Some call it “framing” the conversation a certain way that heightens the odds of a particular response. No matter what the procedure is called, end-of-life decisions about treatment options for critically and terminally ill patients can be influenced greatly by how doctors present information to patients and caregivers.

In a study about doctors’end-of-life language, a simulation involving an older adult with end-stage cancer and life-threatening hypoxia (deficiency of oxygen reaching the tissues ) was followed by a debriefing interview. Doctors participating were hospitalist, emergency medicine, and critical care physicians from three academic medical centers. Their encounters regarding presentation of treatment options were observed in real time and analysed.

Results:

1)  Among 114 physician subjects, 106 discussed life-sustaining treatment, 86 discussed palliative care, and 84 discussed both.

2)  Doctors framed life-sustaining care as necessary (53%), while framing palliative care as optional (49%).

3)  Among doctors who framed life-sustaining care as imperative, 16 (30%) felt intubation (insertion of a tube through mouth and airway to assist with patient’s ventilator breathing) would be inappropriate in this clinical situation.


The majority of doctors framed end-of-life patient options by implying
that life-sustaining treatment was the expected or preferred choice.
Framing options in this way can greatly influence treatment decisions
made by patients and caregivers.
The following video is an excerpt of a televised edition of Frontline.

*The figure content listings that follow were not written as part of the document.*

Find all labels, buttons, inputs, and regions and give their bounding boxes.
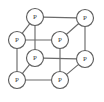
node-label: P	[58, 36, 62, 44]
graph-edge	[66, 64, 79, 75]
graph-node[interactable]: P	[27, 9, 44, 26]
edge-layer	[17, 17, 85, 80]
graph-edge	[22, 23, 30, 33]
graph-node[interactable]: P	[52, 72, 69, 89]
node-label: P	[15, 36, 19, 44]
graph-node[interactable]: P	[77, 51, 94, 68]
node-label: P	[33, 54, 37, 62]
node-label: P	[83, 55, 87, 63]
graph-edge	[22, 64, 30, 74]
node-label: P	[15, 76, 19, 84]
graph-node[interactable]: P	[52, 32, 69, 49]
graph-edge	[66, 23, 79, 34]
node-label: P	[83, 14, 87, 22]
graph-node[interactable]: P	[9, 32, 26, 49]
cube-graph-figure: PPPPPPPP	[0, 0, 104, 102]
node-layer: PPPPPPPP	[9, 9, 94, 89]
graph-edge	[43, 17, 77, 18]
graph-node[interactable]: P	[77, 10, 94, 27]
node-label: P	[33, 13, 37, 21]
diagram-canvas: PPPPPPPP	[0, 0, 104, 102]
graph-node[interactable]: P	[9, 72, 26, 89]
graph-node[interactable]: P	[27, 50, 44, 67]
node-label: P	[58, 76, 62, 84]
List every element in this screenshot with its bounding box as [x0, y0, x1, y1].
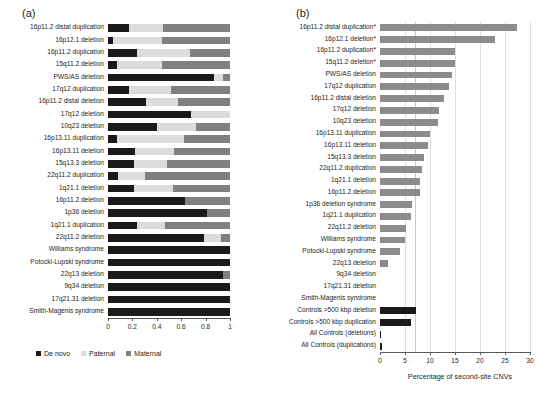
panel-a-bar-segment-maternal: [165, 222, 230, 229]
panel-b-bar: [380, 48, 455, 55]
panel-b-row-label: 1q21.1 duplication: [270, 212, 376, 219]
panel-b-gridline: [530, 22, 531, 352]
legend-item-maternal: Maternal: [126, 350, 161, 357]
panel-a-stacked-bar: [108, 283, 230, 290]
panel-a-row-label: 16p11.2 deletion: [0, 197, 104, 204]
panel-a-tick-label: 0.6: [169, 323, 193, 330]
panel-a-bar-segment-maternal: [184, 135, 230, 142]
panel-b-row-label: Williams syndrome: [270, 236, 376, 243]
panel-a-bar-segment-maternal: [223, 271, 230, 278]
panel-a-bar-segment-de-novo: [108, 24, 129, 31]
panel-a-stacked-bar: [108, 259, 230, 266]
panel-a-stacked-bar: [108, 98, 230, 105]
panel-b-row-label: Controls >500 kbp deletion: [270, 307, 376, 314]
panel-a-row-label: 17q12 duplication: [0, 86, 104, 93]
panel-a-row-label: 16p11.2 distal duplication: [0, 24, 104, 31]
panel-b-row-label: Potocki-Lupski syndrome: [270, 248, 376, 255]
panel-b-bar: [380, 142, 428, 149]
panel-a-category-labels: 16p11.2 distal duplication16p12.1 deleti…: [0, 22, 104, 318]
panel-b-row-label: 9q34 deletion: [270, 271, 376, 278]
panel-b-letter: (b): [296, 7, 309, 19]
panel-b-bar: [380, 154, 424, 161]
panel-a-row-label: 15q11.2 deletion: [0, 61, 104, 68]
panel-a-bar-segment-maternal: [185, 197, 230, 204]
panel-a-tick-label: 0: [96, 323, 120, 330]
panel-b-control-bar: [380, 319, 411, 326]
panel-a-bar-segment-paternal: [157, 123, 196, 130]
panel-a-row-label: 15q13.3 deletion: [0, 160, 104, 167]
panel-b-category-labels: 16p11.2 distal duplication*16p12.1 delet…: [270, 22, 376, 352]
panel-a-bar-segment-de-novo: [108, 172, 118, 179]
panel-b-bar: [380, 131, 430, 138]
panel-a-bar-segment-paternal: [135, 148, 174, 155]
panel-b-row-label: 17q12 duplication: [270, 83, 376, 90]
panel-a-stacked-bar: [108, 222, 230, 229]
panel-a-tick-label: 1: [218, 323, 242, 330]
panel-b-row-label: 15q11.2 deletion*: [270, 59, 376, 66]
panel-a-bar-segment-maternal: [223, 74, 230, 81]
panel-a-row-label: 17q12 deletion: [0, 111, 104, 118]
panel-b-tick-label: 5: [393, 357, 417, 364]
panel-a-stacked-bar: [108, 74, 230, 81]
panel-b-plot-area: [380, 22, 530, 352]
panel-a-bar-segment-de-novo: [108, 148, 135, 155]
panel-b-bar: [380, 189, 420, 196]
panel-b-control-bar: [380, 343, 382, 350]
panel-b-tick-label: 10: [418, 357, 442, 364]
panel-b-row-label: 16p11.2 distal deletion: [270, 95, 376, 102]
panel-a-bar-segment-paternal: [137, 222, 165, 229]
panel-b-row-label: All Controls (deletions): [270, 330, 376, 337]
panel-a-bar-segment-de-novo: [108, 308, 230, 315]
panel-b-control-bar: [380, 307, 416, 314]
panel-b-row-label: 16p13.11 deletion: [270, 142, 376, 149]
panel-b-bar: [380, 225, 406, 232]
panel-b-tick-label: 0: [368, 357, 392, 364]
panel-a-bar-segment-maternal: [190, 49, 230, 56]
panel-a-row-label: 1q21.1 deletion: [0, 185, 104, 192]
panel-b-tick-label: 15: [443, 357, 467, 364]
panel-a-bar-segment-de-novo: [108, 185, 134, 192]
panel-a-letter: (a): [22, 7, 35, 19]
panel-b-bar: [380, 237, 405, 244]
panel-b-tick: [505, 352, 506, 355]
panel-a-tick-label: 0.4: [145, 323, 169, 330]
panel-a-bar-segment-paternal: [129, 86, 172, 93]
panel-a-bar-segment-paternal: [204, 234, 221, 241]
panel-a-stacked-bar: [108, 148, 230, 155]
panel-a-stacked-bar: [108, 246, 230, 253]
panel-a-bar-segment-de-novo: [108, 86, 129, 93]
panel-b-tick: [380, 352, 381, 355]
panel-b-row-label: 16p11.2 distal duplication*: [270, 24, 376, 31]
panel-b-row-label: 22q13 deletion: [270, 260, 376, 267]
panel-b-bar: [380, 248, 400, 255]
panel-b-x-axis-title: Percentage of second-site CNVs: [380, 372, 536, 381]
panel-b-row-label: 16p11.2 duplication*: [270, 47, 376, 54]
panel-a-bar-segment-paternal: [117, 135, 184, 142]
panel-b-gridline: [455, 22, 456, 352]
panel-a-bar-segment-de-novo: [108, 271, 223, 278]
panel-a-bar-segment-de-novo: [108, 111, 191, 118]
panel-a-bar-segment-paternal: [117, 61, 162, 68]
panel-a-x-axis: [108, 318, 230, 319]
panel-a-bar-segment-de-novo: [108, 246, 230, 253]
panel-b-bar: [380, 260, 388, 267]
panel-b-row-label: All Controls (duplications): [270, 342, 376, 349]
panel-a-row-label: 16p11.2 duplication: [0, 49, 104, 56]
panel-a-bar-segment-maternal: [145, 172, 230, 179]
panel-a-bar-segment-paternal: [113, 37, 162, 44]
panel-a-row-label: 22q11.2 duplication: [0, 172, 104, 179]
panel-a-bar-segment-de-novo: [108, 209, 207, 216]
panel-a-bar-segment-maternal: [162, 37, 230, 44]
panel-b-row-label: 16p11.2 deletion: [270, 189, 376, 196]
panel-a-bar-segment-paternal: [137, 49, 189, 56]
panel-a-tick: [132, 318, 133, 321]
panel-a-stacked-bar: [108, 123, 230, 130]
panel-a-stacked-bar: [108, 49, 230, 56]
panel-a-bar-segment-maternal: [196, 123, 230, 130]
panel-a-bar-segment-paternal: [118, 172, 145, 179]
panel-a-stacked-bar: [108, 61, 230, 68]
panel-a-bar-segment-paternal: [129, 24, 163, 31]
panel-b-tick-label: 30: [518, 357, 536, 364]
panel-a-stacked-bar: [108, 271, 230, 278]
panel-a-row-label: 22q13 deletion: [0, 271, 104, 278]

It features patients, families, and doctors facing complicated end-of-life decisions at the Mount Sinai Hospital intensive care unit in New York City:



Frances Shani Parker, Author
Becoming Dead Right: A Hospice Volunteer in Urban Nursing Homes is available in paperback and e-book editions in America and other countries at online and offline booksellers.

Monday, February 15, 2016

Do Not Resuscitate (DNR) Order: Should DNR Order of Terminally Ill Patient Attempting Suicide Be Denied? (Research)

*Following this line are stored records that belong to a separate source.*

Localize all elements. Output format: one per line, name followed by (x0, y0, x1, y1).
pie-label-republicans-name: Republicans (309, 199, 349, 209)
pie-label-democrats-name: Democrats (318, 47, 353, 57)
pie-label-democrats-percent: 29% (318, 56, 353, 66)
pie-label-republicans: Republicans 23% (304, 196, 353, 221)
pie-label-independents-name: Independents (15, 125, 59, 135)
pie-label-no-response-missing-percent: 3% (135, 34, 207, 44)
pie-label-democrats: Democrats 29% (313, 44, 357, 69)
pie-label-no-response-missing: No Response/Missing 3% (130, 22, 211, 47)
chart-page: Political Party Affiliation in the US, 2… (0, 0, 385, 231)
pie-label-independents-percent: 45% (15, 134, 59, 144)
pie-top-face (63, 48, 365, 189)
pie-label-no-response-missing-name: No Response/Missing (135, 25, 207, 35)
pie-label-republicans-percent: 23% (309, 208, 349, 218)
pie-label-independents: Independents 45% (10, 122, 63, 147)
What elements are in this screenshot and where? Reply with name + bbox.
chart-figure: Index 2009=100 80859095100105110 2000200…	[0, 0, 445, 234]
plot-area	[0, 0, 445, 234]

Healthcare providers often find themselves immersed in making ethical decisions about their patients' lives. For example, emergency physicians encounter patients who have attempted suicide. These physicians may be faced with the dilemma of either honoring patients' DNR requests or intervening to reverse the effects of potentially fatal suicides. Because terminally ill individuals have a right to refuse life-sustaining treatment by signing a do-not-resuscitate (DNR) order, should their DNR requests be withheld if they attempt suicide? What should doctors do? 

These are doctors' options regarding DNR and attempted suicide

1)  Should doctors presume that patients who attempt suicide lack the capacity to make that decision due to acute mental illness and not honor these patients' requests not to be resuscitated? This could reverse the effects of attempted suicides.

2)  Should doctors presume that competent patients have reasonable preferences to not be forced to live in unbearable, terminally ill conditions?

States that do not have legislation allowing physicians to assist in dying have physicians who struggle with these decisions on a case-by-case basis. Some physicians say that patients have a right to refuse life-sustaining treatment when there is limited life expectancy and no concern that the patients have psychiatric illness as the primary cause of suicidal actions. What do you say?

Frances Shani Parker, Author
Becoming Dead Right: A Hospice Volunteer in Urban Nursing Homes is available in paperback and e-book editions in America and other countries at online and offline booksellers.